Again on the evening of September 29th the Boston tailors, tailoresses and seamstresses were called to meet in Faneuil Hall, “the old cradle of liberty and strike another blow for the rights of common humanity.”
New York, 1851.
Just twenty years after “A Friend of Justice” had advised the tailoresses and seamstresses to establish a co-operative shop the Shirt Sewers’ Co-operative Union was established with a permanent depot on the second floor at No. 9 Henry Street. It had become known a few years before that women were obliged to make shirts at four cents apiece, and it was estimated that there were six thousand shirt sewers in New York City. The Board of Managers of this co-operative establishment consisted of four women thoroughly convinced of the advantages of co-operation, but too poor to advertise the business. However, fortunately for them the press of New York City published their letters of appeal.
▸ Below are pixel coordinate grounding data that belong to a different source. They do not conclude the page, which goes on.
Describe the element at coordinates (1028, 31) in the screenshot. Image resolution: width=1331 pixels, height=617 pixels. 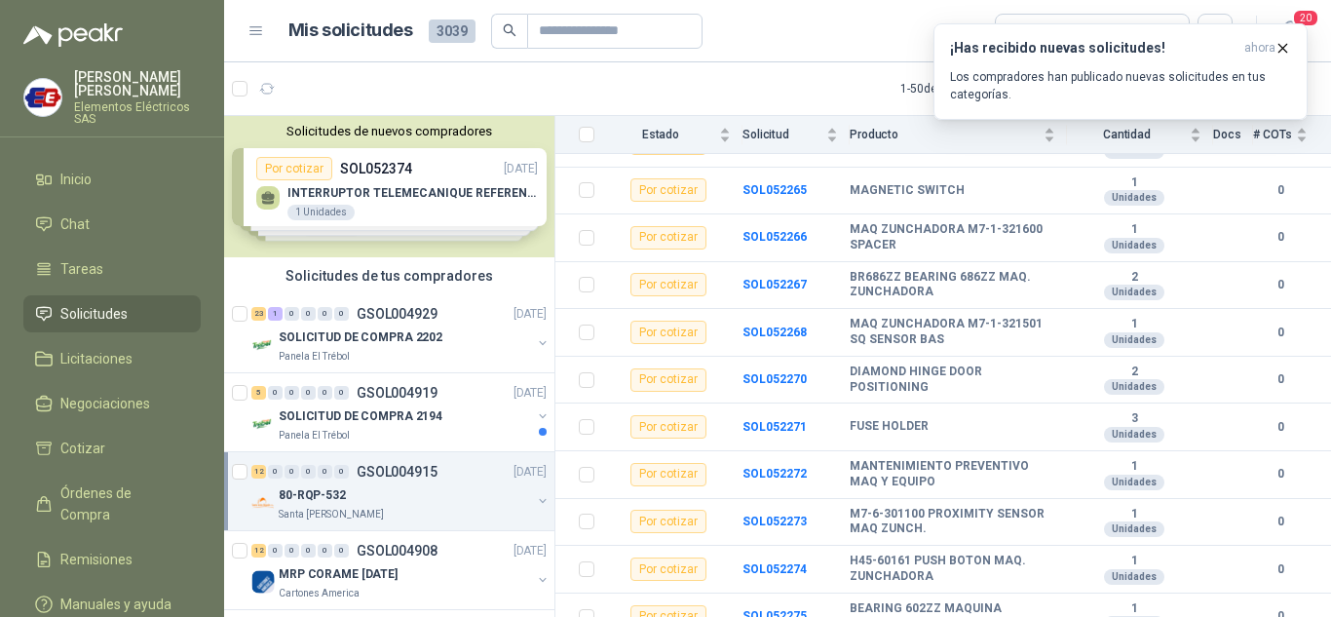
I see `div: Todas` at that location.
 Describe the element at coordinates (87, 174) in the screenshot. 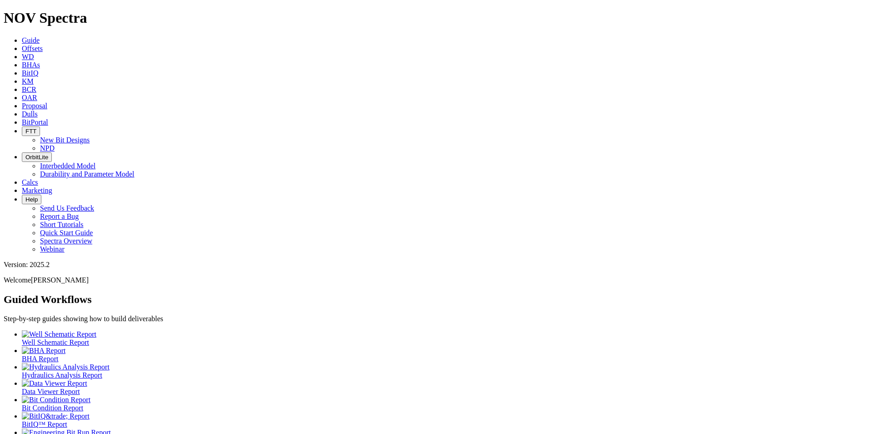

I see `a: Durability and Parameter Model` at that location.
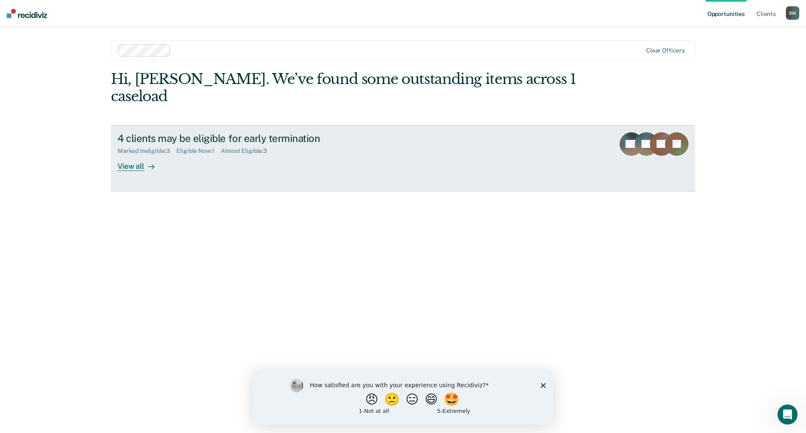 The width and height of the screenshot is (806, 433). What do you see at coordinates (27, 13) in the screenshot?
I see `img: Recidiviz` at bounding box center [27, 13].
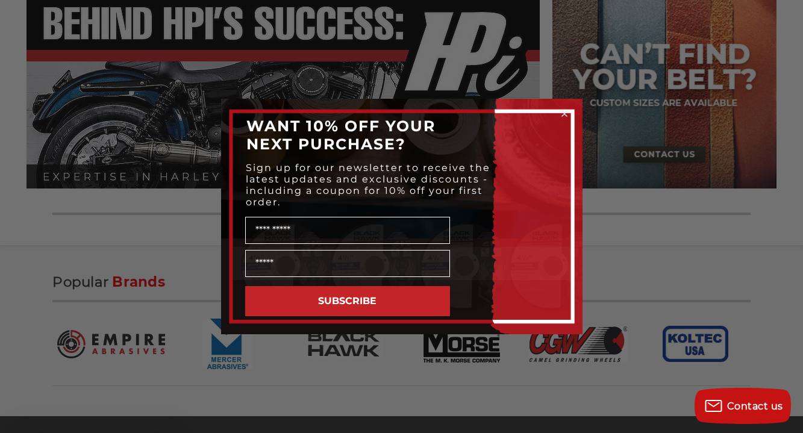 Image resolution: width=803 pixels, height=433 pixels. Describe the element at coordinates (743, 406) in the screenshot. I see `button: Contact us` at that location.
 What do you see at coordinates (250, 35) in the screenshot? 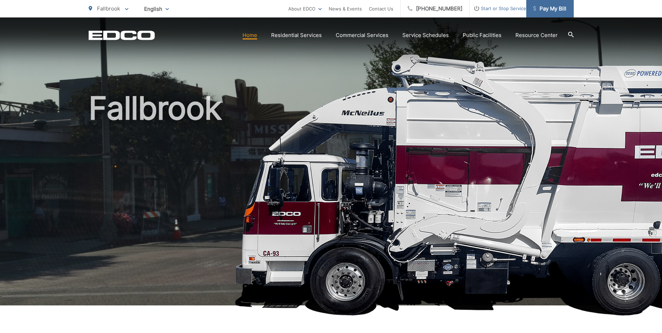
I see `a: Home` at bounding box center [250, 35].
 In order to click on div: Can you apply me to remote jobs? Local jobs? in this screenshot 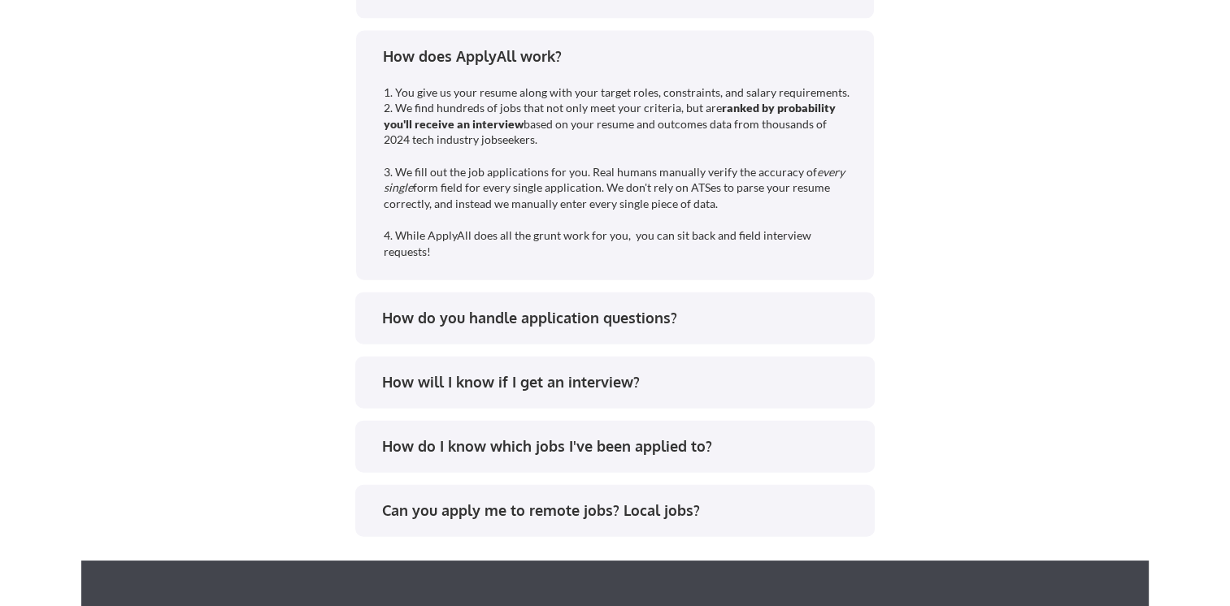, I will do `click(620, 510)`.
They asked the public to remember that thousands of these women were “sewing at once with a double stitch a shroud as well as a shirt.” Thomas Hood’s Song of the Shirt was quoted by them in the New York Daily Tribune of July 31, 1851:
Oh, men, with sisters dear;
Oh, men, with mothers and wives;
It is not linen you’re wearing out,
It’s human creatures’ lives.
And the appeal was heard. A public meeting was called, astounding disclosures of prices were made to the public, funds were collected, a store was taken and a directress was appointed; business was firmly established, and in spite of the predictions of failure made by manufacturers and business men, the venture was continued and two years later with headquarters in Bleecker Street was regarded as “among the successful combinative efforts at work in New York City.”
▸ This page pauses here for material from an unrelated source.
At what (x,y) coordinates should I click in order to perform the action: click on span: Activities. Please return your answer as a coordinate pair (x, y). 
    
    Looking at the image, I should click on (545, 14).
It is interesting to note that the Female Industrial Association of New York, which was formed in 1845, was the second City Federation of working women’s organizations, and consisted of tailoresses, plain and coarse sewers, shirt makers, book folders, stitchers, cap makers, straw workers, dress makers, crimpers, fringe and lace makers and in the preamble of their constitution they stated:
“Whereas, The young women attached to the different trades in the city of New York, having toiled a long time for a remuneration totally inadequate for the maintenance of life, and feeling the truth of the gospel assertion that ‘the laborer is worthy of his hire,’ have determined to take upon themselves the task of asserting their rights against unjust and mercenary employers.”
Life and Labor was the monthly journal of the Women’s Trade Union League (WTUL). The WTUL was founded by the American Federation of Labor, which it had a contentious relationship with, in 1903. Founded to encourage women to join the A.F. of L. and for the A.F. of L. to take organizing women seriously, along with labor and workplace issues, the WTUL was also instrumental in creating whatever alliance existed between the labor and suffrage movements. Begun near the peak of the WTUL’s influence in 1911, Life and Labor’s first editor was Alice Henry (1857-1943), an Australian-born feminist, journalist, and labor activists who emigrated to the United States in 1906 and became office secretary of the Women’s Trade Union League in Chicago. She later served as the WTUL’s field organizer and director of the education. Henry’s editorship was followed by Stella M. Franklin in 1915, Amy W. Fields in in 1916, and Margaret D. Robins until the closing of the journal in 1921. While never abandoning its early strike support and union organizing, the WTUL increasingly focused on regulation of workplaces and reform of labor law. The League’s close relationship with the Amalgamated Clothing Workers of America makes ‘Life and Labor’ the essential publication for students of that union, as well as for those interest in labor legislation, garment workers, suffrage, early 20th century immigrant workers, women workers, and many more topics covered and advocated by ‘Life and Labor.’